As to the "meat" of the article, I pull this quote from you...You cant claim Christ as the head of your church if you have to first petition the State for permission to exist.
I'm sure I am speaking for many when I change it just a little.."You cant claim Christ as the head of your church if you have to first petition the State for permission to exist answer to a leadership consisting of businessmen and attorneys and a "prophet" who requires a "sustaining vote".
While the Church employs an independent auditing department which provides an annual report to the Church[1], it has not published full financial reports since 1959.
The Council was established by church founder Joseph Smith, Jr. on 8 July 1838.[2] As of April 2009, the members of the Council are:
I invite you to stick around and join in the discussion here. We welcome new voices to the debate.
Oh, I don’t fault you at all for not excerpting more of my piece, Greyfox. It is most certainly very long, and as you mention, even the part you excerpted is looooong. Conciseness is not one of my better traits.

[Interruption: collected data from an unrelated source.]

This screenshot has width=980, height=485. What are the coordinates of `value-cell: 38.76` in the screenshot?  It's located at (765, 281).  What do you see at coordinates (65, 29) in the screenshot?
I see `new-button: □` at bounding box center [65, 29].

I hope nothing I said led you to think I was critical of your offering the excerpt, and I do understand your motivation for highlighting certain lines. But when I saw Elsie’s recommendation that it be put into a word processor and straightend out, I felt a mention of where it could be found would be helpful. I’m very grateful to you for plugging it.
(That piece, by the way, has had an astonishing run, getting more than 11,000 hits in its first twelve days and thousands more since, so I do believe Daymon Smith’s research has hit a chord with a lot of people.)
Thanks for the welcome. I was an early reader of FR, but parted ways during the Bush administration because I’m a traditional conservative (constitutionalist)and FR seemed to have skewed heavily toward a Neocon philosophy in those days.
I concur completely with your reworking of my quote above. And MrReaganaut, I’m not at all upset with you, either. Happy to have stumbled onto this forum and happy to be aboard with you, mates.